Report: Bush losing interest in Middle East

The United States is losing interest in the Middle East peace process and hopes for a viable Palestinian state are disappearing, according to a British government assessment.

The Palestinian issue looks to be sidelined once again

“The role of the USA – the country with the most leverage over Israel – is key,” said the analysis written by the Department for International Development (DFID) in consultation with the Foreign Office.

“Frustration with aspects of the Palestinian leadership, preoccupations in Iraq, presidential elections and security concerns for US citizens may risk USA disengagement at the highest levels from the peace process when it is most likely to start collapsing,” said the report published in the Guardian newspaper on Wednesday.

“There is now a medium to high probability that there will be a lack of effective international engagement on the Middle East peace process due to other international priorities in 2004.”

“The EU, by contrast remains focused, but has limited influence,” it said.

“The Palestinian state which would be left if Israel controlled all access and/or permanently withdrew behind the current and planned route of the separation barrier would not be viable or stable”

DFID, Foreign Office report

Without action soon, Israeli settlement expansion and the continuing construction of the separation wall in the West Bank would make a viable two-state solution “almost impossible,” said the report.

“Continuing failure to make progress towards a political solution” leading to the “continued construction of the separation barrier on Palestinian land, and gradual disappearance of the prospects for creating a viable Palestinian state” is the most likely scenario, it said.

“The Palestinian state which would be left if Israel controlled all access and/or permanently withdrew behind the current and planned route of the separation barrier would not be viable or stable,” the report said.

It might instead prompt a majority of Palestinians to drop support for a two-state solution and “instead back a single bi-national state from the Jordan to the Mediterranean.”

“Palestinians would outnumber Jewish Israelis in such a state within the next decade,” it added.

The DFID report said this would be “the logical consequence of indefinite occupation by Israel”.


**EXERCISE DESCRIPTION:** From the entries that follow, copy each line containing the word "pixel".

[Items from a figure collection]
****************************************

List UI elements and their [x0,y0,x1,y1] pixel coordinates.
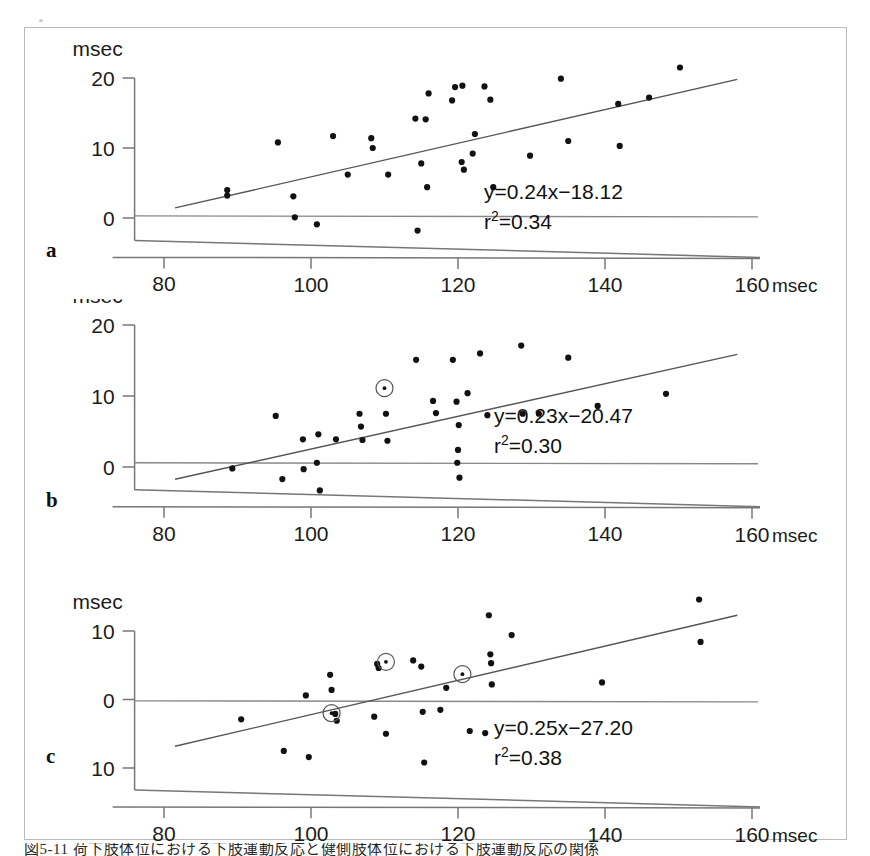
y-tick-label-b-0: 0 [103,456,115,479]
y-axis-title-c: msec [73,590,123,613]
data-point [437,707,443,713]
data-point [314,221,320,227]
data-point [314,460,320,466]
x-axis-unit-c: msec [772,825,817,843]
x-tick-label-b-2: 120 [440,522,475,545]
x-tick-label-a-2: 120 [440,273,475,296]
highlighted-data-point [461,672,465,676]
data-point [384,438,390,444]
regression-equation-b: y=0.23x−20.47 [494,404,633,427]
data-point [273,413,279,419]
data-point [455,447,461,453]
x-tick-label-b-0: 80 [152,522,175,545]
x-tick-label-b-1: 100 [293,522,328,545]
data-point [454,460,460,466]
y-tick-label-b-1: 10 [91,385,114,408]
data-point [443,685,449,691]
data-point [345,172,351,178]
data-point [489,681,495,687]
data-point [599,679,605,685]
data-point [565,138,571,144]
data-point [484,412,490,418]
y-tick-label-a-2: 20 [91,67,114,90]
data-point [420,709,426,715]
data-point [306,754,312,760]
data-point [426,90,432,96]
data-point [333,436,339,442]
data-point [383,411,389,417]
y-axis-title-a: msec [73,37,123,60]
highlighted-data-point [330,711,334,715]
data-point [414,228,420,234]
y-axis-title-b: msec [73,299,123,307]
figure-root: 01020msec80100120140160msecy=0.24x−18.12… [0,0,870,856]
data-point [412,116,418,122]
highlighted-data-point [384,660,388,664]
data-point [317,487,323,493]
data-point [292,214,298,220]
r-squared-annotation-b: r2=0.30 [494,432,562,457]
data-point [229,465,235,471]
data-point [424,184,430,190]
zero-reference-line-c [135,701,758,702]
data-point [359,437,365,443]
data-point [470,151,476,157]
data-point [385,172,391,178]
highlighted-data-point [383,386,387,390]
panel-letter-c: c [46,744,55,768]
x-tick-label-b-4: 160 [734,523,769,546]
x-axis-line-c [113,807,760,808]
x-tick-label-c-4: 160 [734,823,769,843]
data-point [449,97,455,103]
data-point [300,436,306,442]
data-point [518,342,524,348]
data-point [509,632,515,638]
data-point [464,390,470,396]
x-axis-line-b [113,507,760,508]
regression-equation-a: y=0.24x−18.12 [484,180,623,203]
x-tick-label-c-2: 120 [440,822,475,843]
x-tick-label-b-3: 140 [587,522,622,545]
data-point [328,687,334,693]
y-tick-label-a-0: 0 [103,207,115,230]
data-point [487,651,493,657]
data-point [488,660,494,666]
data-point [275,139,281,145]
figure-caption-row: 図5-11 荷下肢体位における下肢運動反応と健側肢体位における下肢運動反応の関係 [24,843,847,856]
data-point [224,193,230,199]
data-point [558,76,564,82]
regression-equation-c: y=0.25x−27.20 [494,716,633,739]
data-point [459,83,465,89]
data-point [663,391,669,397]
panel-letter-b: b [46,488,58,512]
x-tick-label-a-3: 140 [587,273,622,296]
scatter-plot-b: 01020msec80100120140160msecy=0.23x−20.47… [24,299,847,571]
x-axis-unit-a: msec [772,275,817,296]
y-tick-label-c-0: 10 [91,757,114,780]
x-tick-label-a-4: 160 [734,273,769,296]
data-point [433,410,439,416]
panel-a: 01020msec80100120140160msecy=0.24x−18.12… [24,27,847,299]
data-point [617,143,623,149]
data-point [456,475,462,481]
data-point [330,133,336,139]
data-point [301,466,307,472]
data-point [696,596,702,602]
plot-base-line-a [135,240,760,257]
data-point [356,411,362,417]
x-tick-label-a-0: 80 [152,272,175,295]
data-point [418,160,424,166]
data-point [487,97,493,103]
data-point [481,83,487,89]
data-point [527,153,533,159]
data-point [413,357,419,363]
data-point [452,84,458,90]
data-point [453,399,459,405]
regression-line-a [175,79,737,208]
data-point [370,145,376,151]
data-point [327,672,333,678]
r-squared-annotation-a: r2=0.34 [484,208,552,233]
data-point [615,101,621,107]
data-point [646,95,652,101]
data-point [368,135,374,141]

****************************************

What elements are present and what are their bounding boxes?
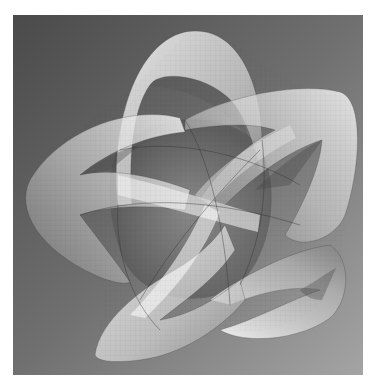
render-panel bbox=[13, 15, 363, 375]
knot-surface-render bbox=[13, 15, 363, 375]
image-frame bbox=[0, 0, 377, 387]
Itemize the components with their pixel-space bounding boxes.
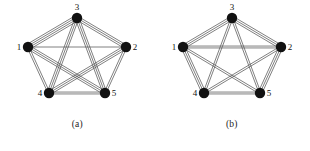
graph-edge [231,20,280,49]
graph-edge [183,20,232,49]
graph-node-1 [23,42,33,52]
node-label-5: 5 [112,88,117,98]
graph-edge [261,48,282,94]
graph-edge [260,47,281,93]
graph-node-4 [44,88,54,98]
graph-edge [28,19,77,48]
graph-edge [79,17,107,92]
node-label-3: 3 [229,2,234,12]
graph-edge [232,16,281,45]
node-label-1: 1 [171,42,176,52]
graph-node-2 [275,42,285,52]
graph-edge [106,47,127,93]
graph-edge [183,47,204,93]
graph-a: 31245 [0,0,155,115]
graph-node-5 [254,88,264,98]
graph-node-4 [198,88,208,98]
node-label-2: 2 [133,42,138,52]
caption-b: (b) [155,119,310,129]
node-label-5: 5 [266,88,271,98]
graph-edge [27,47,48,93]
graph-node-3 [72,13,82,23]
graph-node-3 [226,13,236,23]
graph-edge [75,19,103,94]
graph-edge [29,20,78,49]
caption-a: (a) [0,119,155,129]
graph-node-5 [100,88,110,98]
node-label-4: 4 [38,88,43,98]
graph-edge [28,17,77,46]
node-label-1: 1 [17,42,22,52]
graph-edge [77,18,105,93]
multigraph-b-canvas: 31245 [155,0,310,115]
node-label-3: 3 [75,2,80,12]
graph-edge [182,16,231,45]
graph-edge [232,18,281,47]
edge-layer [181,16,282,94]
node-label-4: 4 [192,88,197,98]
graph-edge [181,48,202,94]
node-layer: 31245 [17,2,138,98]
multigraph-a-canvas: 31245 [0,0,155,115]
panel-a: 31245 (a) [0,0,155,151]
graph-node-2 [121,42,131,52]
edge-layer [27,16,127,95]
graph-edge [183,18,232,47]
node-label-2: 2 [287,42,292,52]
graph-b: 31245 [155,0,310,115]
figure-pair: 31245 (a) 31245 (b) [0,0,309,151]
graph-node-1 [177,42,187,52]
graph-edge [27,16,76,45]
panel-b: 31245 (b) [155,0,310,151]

****************************************

**TASK OUTPUT:**
List UI elements and their [x0,y0,x1,y1] pixel coordinates.
Itemize the components with their pixel-space bounding boxes.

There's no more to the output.